The JET 2019-2020 scientific and technological programme exploited the results of years of concerted scientific and engineering work, including the ITER-like wall (ILW: Be wall and W divertor) installed in 2010, improved diagnostic capabilities now fully available, a major Neutral Beam Injection (NBI) upgrade providing record power in 2019-2020, and tested the technical & procedural preparation for safe operation with tritium. Research along three complementary axes yielded a wealth of new results. Firstly, the JET plasma programme delivered scenarios suitable for high fusion power and alpha particle physics in the coming D-T campaign (DTE2), with record sustained neutron rates, as well as plasmas for clarifying the impact of isotope mass on plasma core, edge and plasma-wall interactions, and for ITER pre-fusion power operation. The efficacy of the newly installed Shattered Pellet Injector for mitigating disruption forces and runaway electrons was demonstrated. Secondly, research on the consequences of long-term exposure to JET-ILW plasma was completed, with emphasis on wall damage and fuel retention, and with analyses of wall materials and dust particles that will help validate assumptions and codes for design & operation of ITER and DEMO. Thirdly, the nuclear technology programme aiming to deliver maximum technological return from operations in D, T and D-T benefited from the highest D-D neutron yield in years, securing results for validating radiation transport and activation codes, and nuclear data for ITER.
This paper builds on earlier work to give a consistent treatment of the positive column of discharges in electronegative gases covering the transition from collisionless to collisional. In particular it seeks to elucidate the conditions under which there is an ion-ion plasma core surrounded by an electron-ion plasma, and when there is not. The parameters which describe the processes of ionization, attachment, detachment and recombination are related to the central negative ion density relative to the electron density and, where appropriate, the size of the core. The use, by earlier workers, of the Boltzmann approximation to describe the negative ion distribution and to obtain ambipolar diffusion coefficients at higher pressures is shown not to be justified. This leads to the clarification of an inconsistency in the literature. Where possible, the work is related to other recent treatments of the same problem in order to begin to build a comprehensive picture of such discharges. The need to have results which combine both detachment and recombination as the negative ion loss processes is identified as outstanding. This, when rectified, should lead to a fully comprehensive treatment.
Alpha particles with energies on the order of megaelectronvolts will be the main source of plasma heating in future magnetic confinement fusion reactors. Instead of heating fuel ions, most of the energy of alpha particles is transferred to electrons in the plasma. Furthermore, alpha particles can also excite Alfvénic instabilities, which were previously considered to be detrimental to the performance of the fusion device. Here we report improved thermal ion confinement in the presence of megaelectronvolts ions and strong fast ion-driven Alfvénic instabilities in recent experiments on the Joint European Torus. Detailed transport analysis of these experiments reveals turbulence suppression through a complex multi-scale mechanism that generates large-scale zonal flows. This holds promise for more economical operation of fusion reactors with dominant alpha particle heating and ultimately cheaper fusion electricity.
Models the positive column in strongly electronegative gases, where recombination is the dominant mechanism of charge loss in the volume. The pressure range is taken to be such that mobility governs particle motion. It is related to earlier work in gases like oxygen, where detachment is the dominant loss mechanism and there are many similarities with the case where the attachment/ionization rate ratio P was <1, treated by Daniels, Franklin and Snell (1990). It is shown that P is necessarily less than unity and that it is not physically possible to have a discharge where electron-ion recombination is the only loss mechanism. The structure found is that of a central positive ion-negative ion core surrounded by a conventional electron-positive ion plasma with a sharp transition region of fractional thickness given by the parameter l1/2 where l is a normalized ratio of ion recombination rate beta i and ionization rate nu i given by beta ine0/ nu i where ne0 is the central electron density. Expressions are found for the ion plasma dimensions and the eigenvalue lambda , which relates the ionization rate, discharge radius, ion mobility and electron temperature, and comparison is made with the work of Volynets et al. (1993). The physical characteristics of such discharges are explained by the treatment given for the first time since the problem was formulated in 1949.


An unchanged copy of every record below, without pictures, is the goal.

Provided records
——

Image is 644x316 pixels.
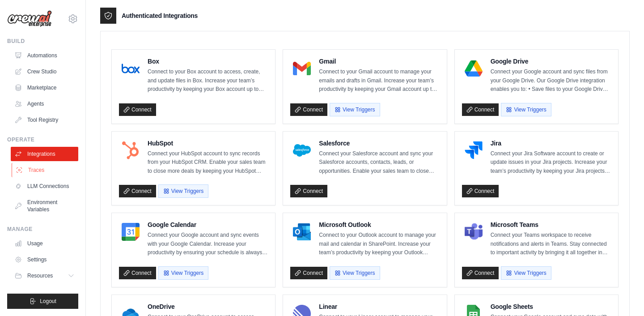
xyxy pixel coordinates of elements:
[11,97,78,111] a: Agents
[329,266,380,280] button: View Triggers
[490,231,611,257] p: Connect your Teams workspace to receive notifications and alerts in Teams. Stay connected to impo...
[11,195,78,217] a: Environment Variables
[293,223,311,241] img: Microsoft Outlook Logo
[462,267,499,280] a: Connect
[7,136,78,143] div: Operate
[11,253,78,267] a: Settings
[319,57,439,66] h4: Gmail
[290,104,327,116] a: Connect
[490,150,611,176] p: Connect your Jira Software account to create or update issues in your Jira projects. Increase you...
[465,142,482,160] img: Jira Logo
[7,38,78,45] div: Build
[490,302,611,311] h4: Google Sheets
[121,60,139,78] img: Box Logo
[27,272,53,280] span: Resources
[148,302,268,311] h4: OneDrive
[119,104,156,116] a: Connect
[148,220,268,229] h4: Google Calendar
[148,139,268,148] h4: HubSpot
[7,294,78,309] button: Logout
[319,302,439,311] h4: Linear
[319,139,439,148] h4: Salesforce
[148,231,268,257] p: Connect your Google account and sync events with your Google Calendar. Increase your productivity...
[11,268,78,283] button: Resources
[158,266,209,280] button: View Triggers
[148,68,268,94] p: Connect to your Box account to access, create, and update files in Box. Increase your team’s prod...
[11,49,78,63] a: Automations
[501,103,551,116] button: View Triggers
[490,139,611,148] h4: Jira
[119,267,156,280] a: Connect
[490,68,611,94] p: Connect your Google account and sync files from your Google Drive. Our Google Drive integration e...
[293,142,311,160] img: Salesforce Logo
[290,267,327,280] a: Connect
[490,57,611,66] h4: Google Drive
[11,147,78,161] a: Integrations
[462,185,499,198] a: Connect
[319,68,439,94] p: Connect to your Gmail account to manage your emails and drafts in Gmail. Increase your team’s pro...
[11,179,78,193] a: LLM Connections
[319,150,439,176] p: Connect your Salesforce account and sync your Salesforce accounts, contacts, leads, or opportunit...
[501,266,551,280] button: View Triggers
[40,298,56,305] span: Logout
[329,103,380,116] button: View Triggers
[158,184,209,198] button: View Triggers
[148,57,268,66] h4: Box
[319,231,439,257] p: Connect to your Outlook account to manage your mail and calendar in SharePoint. Increase your tea...
[462,104,499,116] a: Connect
[465,60,482,78] img: Google Drive Logo
[11,113,78,127] a: Tool Registry
[148,150,268,176] p: Connect your HubSpot account to sync records from your HubSpot CRM. Enable your sales team to clo...
[11,81,78,95] a: Marketplace
[121,11,197,20] h3: Authenticated Integrations
[7,10,52,27] img: Logo
[319,220,439,229] h4: Microsoft Outlook
[293,60,311,78] img: Gmail Logo
[7,226,78,233] div: Manage
[11,64,78,79] a: Crew Studio
[465,223,482,241] img: Microsoft Teams Logo
[12,163,79,178] a: Traces
[121,223,139,241] img: Google Calendar Logo
[490,220,611,229] h4: Microsoft Teams
[121,142,139,160] img: HubSpot Logo
[11,236,78,250] a: Usage
[290,185,327,198] a: Connect
[119,185,156,198] a: Connect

——

Response area
Image is 644x316 pixels.
xyxy pixel coordinates of elements:
[11,97,78,111] a: Agents
[329,266,380,280] button: View Triggers
[490,231,611,257] p: Connect your Teams workspace to receive notifications and alerts in Teams. Stay connected to impo...
[11,195,78,217] a: Environment Variables
[293,223,311,241] img: Microsoft Outlook Logo
[462,267,499,280] a: Connect
[7,136,78,143] div: Operate
[11,253,78,267] a: Settings
[319,57,439,66] h4: Gmail
[290,104,327,116] a: Connect
[490,150,611,176] p: Connect your Jira Software account to create or update issues in your Jira projects. Increase you...
[465,142,482,160] img: Jira Logo
[7,38,78,45] div: Build
[490,302,611,311] h4: Google Sheets
[121,60,139,78] img: Box Logo
[27,272,53,280] span: Resources
[148,302,268,311] h4: OneDrive
[119,104,156,116] a: Connect
[148,220,268,229] h4: Google Calendar
[148,139,268,148] h4: HubSpot
[7,294,78,309] button: Logout
[319,302,439,311] h4: Linear
[319,139,439,148] h4: Salesforce
[148,231,268,257] p: Connect your Google account and sync events with your Google Calendar. Increase your productivity...
[11,268,78,283] button: Resources
[158,266,209,280] button: View Triggers
[148,68,268,94] p: Connect to your Box account to access, create, and update files in Box. Increase your team’s prod...
[11,49,78,63] a: Automations
[501,103,551,116] button: View Triggers
[490,139,611,148] h4: Jira
[119,267,156,280] a: Connect
[490,68,611,94] p: Connect your Google account and sync files from your Google Drive. Our Google Drive integration e...
[293,142,311,160] img: Salesforce Logo
[290,267,327,280] a: Connect
[490,57,611,66] h4: Google Drive
[11,147,78,161] a: Integrations
[462,185,499,198] a: Connect
[319,68,439,94] p: Connect to your Gmail account to manage your emails and drafts in Gmail. Increase your team’s pro...
[11,179,78,193] a: LLM Connections
[319,150,439,176] p: Connect your Salesforce account and sync your Salesforce accounts, contacts, leads, or opportunit...
[501,266,551,280] button: View Triggers
[40,298,56,305] span: Logout
[329,103,380,116] button: View Triggers
[158,184,209,198] button: View Triggers
[148,57,268,66] h4: Box
[319,231,439,257] p: Connect to your Outlook account to manage your mail and calendar in SharePoint. Increase your tea...
[462,104,499,116] a: Connect
[465,60,482,78] img: Google Drive Logo
[11,113,78,127] a: Tool Registry
[148,150,268,176] p: Connect your HubSpot account to sync records from your HubSpot CRM. Enable your sales team to clo...
[11,81,78,95] a: Marketplace
[121,11,197,20] h3: Authenticated Integrations
[7,10,52,27] img: Logo
[319,220,439,229] h4: Microsoft Outlook
[293,60,311,78] img: Gmail Logo
[7,226,78,233] div: Manage
[11,64,78,79] a: Crew Studio
[465,223,482,241] img: Microsoft Teams Logo
[12,163,79,178] a: Traces
[121,223,139,241] img: Google Calendar Logo
[490,220,611,229] h4: Microsoft Teams
[121,142,139,160] img: HubSpot Logo
[11,236,78,250] a: Usage
[290,185,327,198] a: Connect
[119,185,156,198] a: Connect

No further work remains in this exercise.